Understanding the Dynamic Analysis of Organized Systems.
62Organization
The universe is formed by billions of “things” that inter-relate in multiple ways. These “things” forme what we humans describe as organized systems. Organized systems are groups of elements that relate to each other in ways that we humans have discovered. For instance, the solar system is an organized system because we know that all its planets rotate around the sun. We know that gravitational and centrifugal forces are at the core of the repetitive nature of the solar system's cycles.
I know that many people will say that the solar system was an organized system before we discovered its planets behaved in such a way. However, there are millions of organized systems out there that are not categorized as organized systems because people have not discovered the relationships that make them organized system. Ecosystems are systems in which the organization takes multiple relationships, generating non-simultaneous cycles that repeat in a non-synchronized manner, causing variations that repeat, but not simultaneously, nor in cycles that are identical to prior ones. In other words, even though ecosystems are organized, it took many thousands of years for humans to understand their organization. Even nowadays, people continue their lives changing key elements to most ecosystems, disregarding the nature of the organization of the systems, slowly destroying them.

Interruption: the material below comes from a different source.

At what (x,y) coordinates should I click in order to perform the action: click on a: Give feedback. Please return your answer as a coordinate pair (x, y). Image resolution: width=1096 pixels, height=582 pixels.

The purpose of understanding organization
My main interest in organized systems is in the composition of forces that make them survive as systems and in what it takes to modify ,destroy them, or replace them. In other words, I am interested in the analysis of what makes system to be systems.
Organized systems
In a vacuum, a system only needs to have forces that cancel each other in order to retain its organization indefinitely. This is the case, more or less, of the solar system. Since any external forces are located light years away from our sun and planets, and the small asteroids that come to visit are insignificant in size and mass to alter our solar system's internal relationship, macro relationship in our system are sustained by adding to zero. In fact, in isolation, relationships within organized systems add to zero when all of them are considered. Any structure, like a building, a bridge, or an engine is made of parts that when put together have convergent and diverging forces that added sum zero. Unlike structures that can be considered as being in relative isolation, except for the weight they will bear, an engine's work will be very variable. For this reason, the life of a building is much more predictable than the life of an engine. In fact, the more complicated the relationship between a system and the medium in which it exists, the less predictable the system becomes.
To be continued
OK, I am still writing this!







dreamreachout Level 2 Commenter 23 months ago
Awesome hub in times when we need to understand and act better with the environment and ecology!! Thumbs up, would wait to read the rest of it as you finish writing!!